Winter is here, and once I’m done with the required seasonal illnesses, I’m going to be a sledding, skiing, hiking, snowshoeing, ice skating maniac. I would even snowmobile if it was possible. Okay maybe not. But I really wish we could still ice skate on the various ponds and “lakes” in Pittsburgh’s parks…
Highland Park’s Carnegie Lake: summer / winter
Schenley Park’s Panther Hollow Lake: summer / winter
At least we have an extra place to skate this year because of the Winter Classic. Not that I’m even a habitual ice skater! I do like the romance of it, though. Which is why I can’t NOT post this video, even though I will probably regret it later. (Do you ever find videos and feel compelled to post them just because someone took the insane amount of time to make them?)
[Youtube=”http://www.youtube.com/watch?v=XDGJfJ1wP8k”%5D
So I’m hoping this year will be the year that I try ice skating one more time, and succeed in staying on the ice for longer than 15 minutes before giving up! If that doesn’t work, at least it’s still fun to drink hot chocolate and watch other people fall down.
In my search for historic ice skating images, I stumbled across this article about the Schenley Park Casino, which is one of those Pittsburgh things that aren’t there anymore (as Sebak would say…yet he never featured anything this cool in his movies). It burned down within 2 years of opening. It seems, though, that this may have been the site of Pittsburgh’s introduction to hockey!

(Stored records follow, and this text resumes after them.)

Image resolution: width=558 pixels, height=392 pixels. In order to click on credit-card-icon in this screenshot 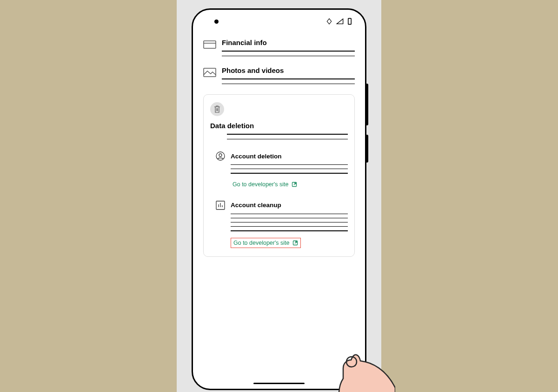, I will do `click(210, 45)`.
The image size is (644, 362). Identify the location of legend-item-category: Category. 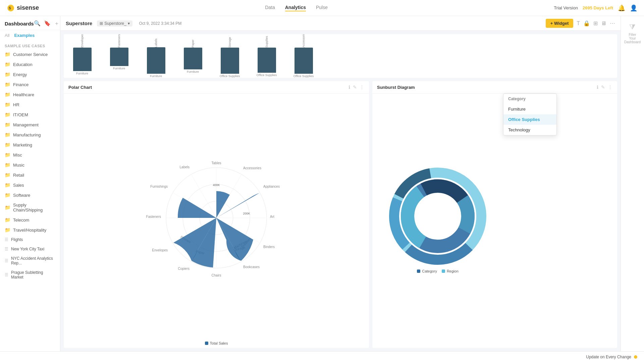
(427, 271).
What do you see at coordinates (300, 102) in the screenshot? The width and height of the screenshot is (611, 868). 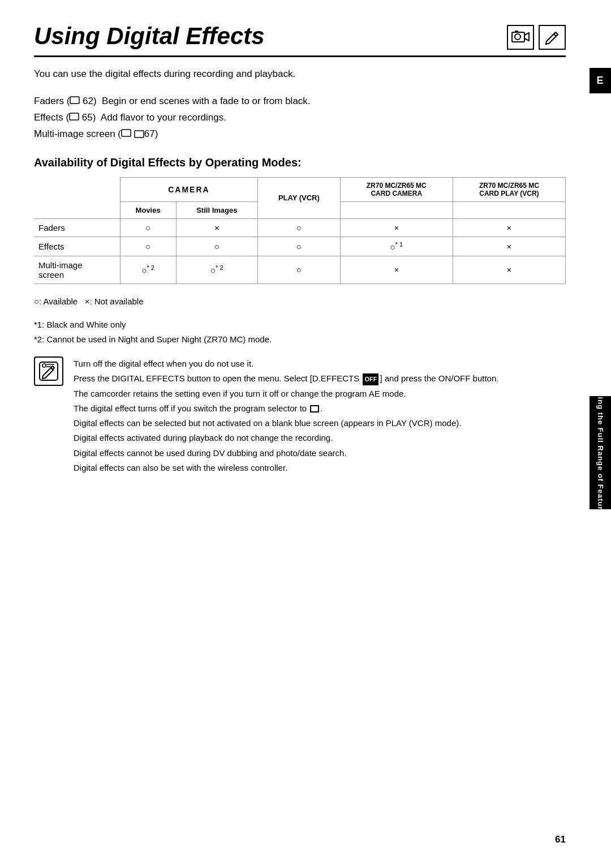 I see `ref-item-faders: Faders ( 62) Begin or end scenes with a …` at bounding box center [300, 102].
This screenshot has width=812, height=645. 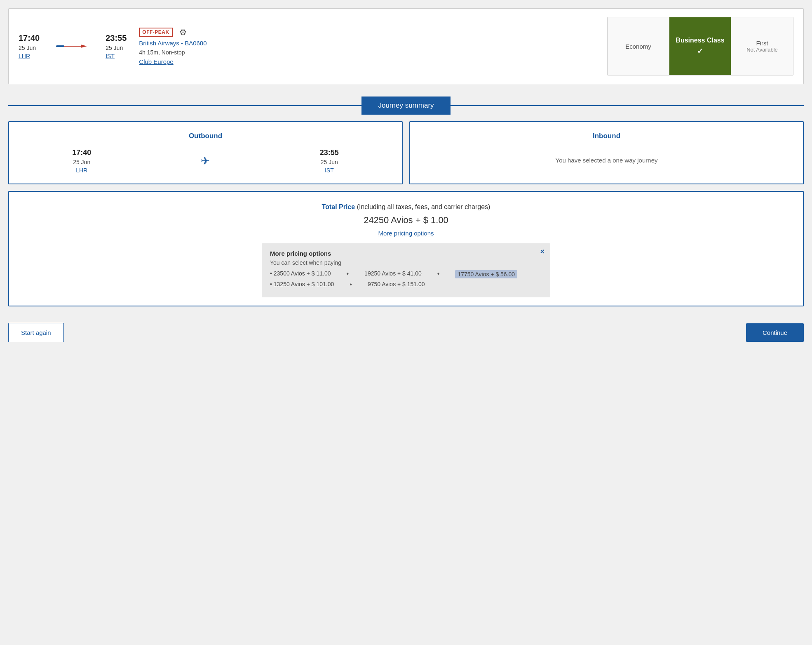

The following day The Pittsburgh Press had this account: “Between 2,500 and 3,000 (despite bad weather) showed how hockey and ice polo should be played when business is meant. Before 9 o’clock the boys lined up and gave an exhibition of hockey. This game has never before been seen in Pittsburgh, and it was a revelation. The Casino players, in truth, didn’t know just what to do with that little flat “puck” used in hockey. They didn’t know whether it was good to eat or whether it was a holiday toy. No account was kept of the hockey score, but the crowd marveled at the work of the visitors.”